(Given records Opens)

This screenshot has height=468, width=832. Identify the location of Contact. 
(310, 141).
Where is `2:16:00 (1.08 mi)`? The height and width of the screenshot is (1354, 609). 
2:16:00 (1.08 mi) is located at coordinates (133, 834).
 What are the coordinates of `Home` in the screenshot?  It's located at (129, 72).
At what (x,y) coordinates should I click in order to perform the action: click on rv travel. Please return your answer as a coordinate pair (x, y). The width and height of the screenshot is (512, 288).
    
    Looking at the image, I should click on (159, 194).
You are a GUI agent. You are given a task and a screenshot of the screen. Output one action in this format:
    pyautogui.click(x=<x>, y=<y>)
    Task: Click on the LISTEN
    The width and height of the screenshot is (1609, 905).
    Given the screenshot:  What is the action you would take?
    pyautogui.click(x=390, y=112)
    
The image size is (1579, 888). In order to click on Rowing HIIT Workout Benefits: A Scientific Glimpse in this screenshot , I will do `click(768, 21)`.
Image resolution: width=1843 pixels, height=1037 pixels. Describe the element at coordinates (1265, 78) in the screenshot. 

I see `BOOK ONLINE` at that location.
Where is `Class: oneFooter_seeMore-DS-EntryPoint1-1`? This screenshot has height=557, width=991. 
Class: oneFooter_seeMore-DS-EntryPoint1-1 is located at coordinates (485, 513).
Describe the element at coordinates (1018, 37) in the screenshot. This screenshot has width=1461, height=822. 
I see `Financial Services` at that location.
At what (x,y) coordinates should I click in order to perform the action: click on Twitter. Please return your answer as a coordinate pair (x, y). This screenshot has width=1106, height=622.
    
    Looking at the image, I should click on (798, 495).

(Given records Closes)

### Your instructions
Reproduce the data in its entirety. Keep every character unchanged.

### Result of the exercise
This screenshot has height=468, width=832. Identify the location of Contact. 
(310, 141).
Where is `2:16:00 (1.08 mi)`? The height and width of the screenshot is (1354, 609). 
2:16:00 (1.08 mi) is located at coordinates (133, 834).
 What are the coordinates of `Home` in the screenshot?  It's located at (129, 72).
At what (x,y) coordinates should I click in order to perform the action: click on rv travel. Please return your answer as a coordinate pair (x, y). The width and height of the screenshot is (512, 288).
    
    Looking at the image, I should click on (159, 194).
You are a GUI agent. You are given a task and a screenshot of the screen. Output one action in this format:
    pyautogui.click(x=<x>, y=<y>)
    Task: Click on the LISTEN
    The width and height of the screenshot is (1609, 905).
    Given the screenshot:  What is the action you would take?
    pyautogui.click(x=390, y=112)
    
The image size is (1579, 888). In order to click on Rowing HIIT Workout Benefits: A Scientific Glimpse in this screenshot , I will do `click(768, 21)`.
Image resolution: width=1843 pixels, height=1037 pixels. Describe the element at coordinates (1265, 78) in the screenshot. 

I see `BOOK ONLINE` at that location.
Where is `Class: oneFooter_seeMore-DS-EntryPoint1-1`? This screenshot has height=557, width=991. 
Class: oneFooter_seeMore-DS-EntryPoint1-1 is located at coordinates (485, 513).
Describe the element at coordinates (1018, 37) in the screenshot. This screenshot has width=1461, height=822. 
I see `Financial Services` at that location.
At what (x,y) coordinates should I click in order to perform the action: click on Twitter. Please return your answer as a coordinate pair (x, y). This screenshot has width=1106, height=622.
    
    Looking at the image, I should click on (798, 495).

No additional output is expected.